Kibo believes me; sympathizes with me. He even has some thoughts on my dreams.

"I think," he says, "that the visions are not meant to be a curse, as you believe. I think they are meant to be warnings, like the warnings you give when I am about to walk unknowingly into something dangerous." He grins at me and I smile back, still hardly able to believe that he is still with me.

"None of those things," he continues, "what you call your 'death visions', are things that anyone could control, not really. There have always been hunters, and Warblade, at least, must have been planning for months, even years. Long before you came. You couldn't possibly have been responsible."

"Then why is it that I always end up where a disaster is about to take place?" I ask.

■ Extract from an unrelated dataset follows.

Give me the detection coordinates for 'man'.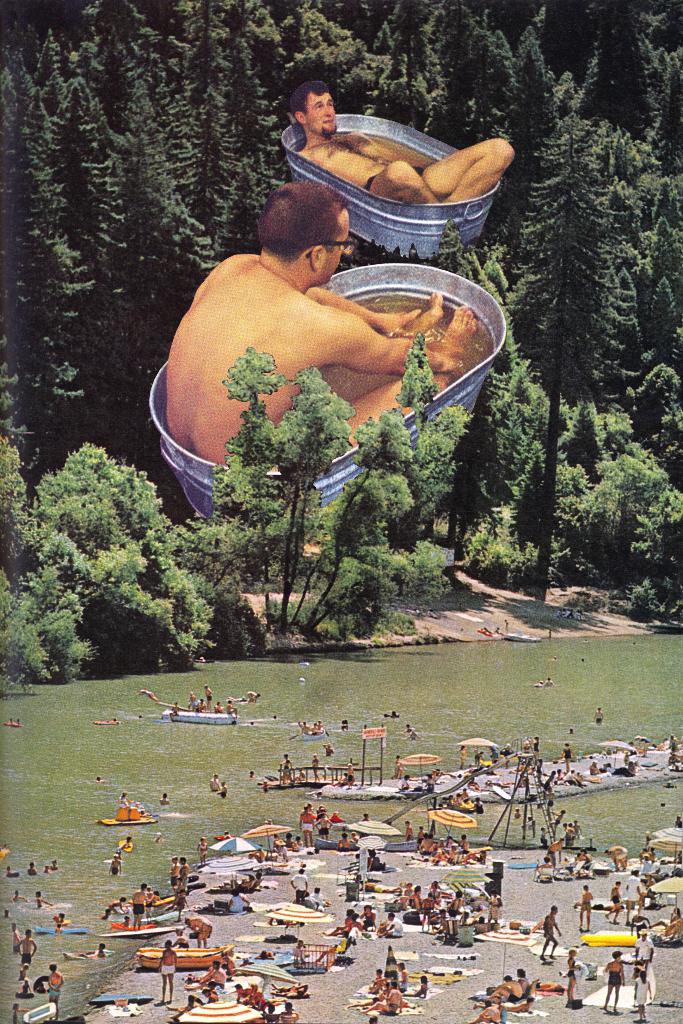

"I think that is the push you feel, moving you in a certain direction. I think the visions direct you to where you should be, in order to warn those that the disaster is about to catch."

I ponder his words for a long time, and at last decide that he is right. The terrible guilt that has plagued me for so long now falls away, and my limbs feel light and free. Nothing can erase the sorrow, or the horror, of the things I have seen, but these do not trouble me as they once did.

After I am fully well, Kibo and I begin to travel, this time in the direction the visions wish me to go. I no longer call them my curse.

Each time I receive a vision, I warn the people that it is about. Sometimes they listen, sometimes they do not. But even the failures are not quite so bad anymore, because now, hope is always with me.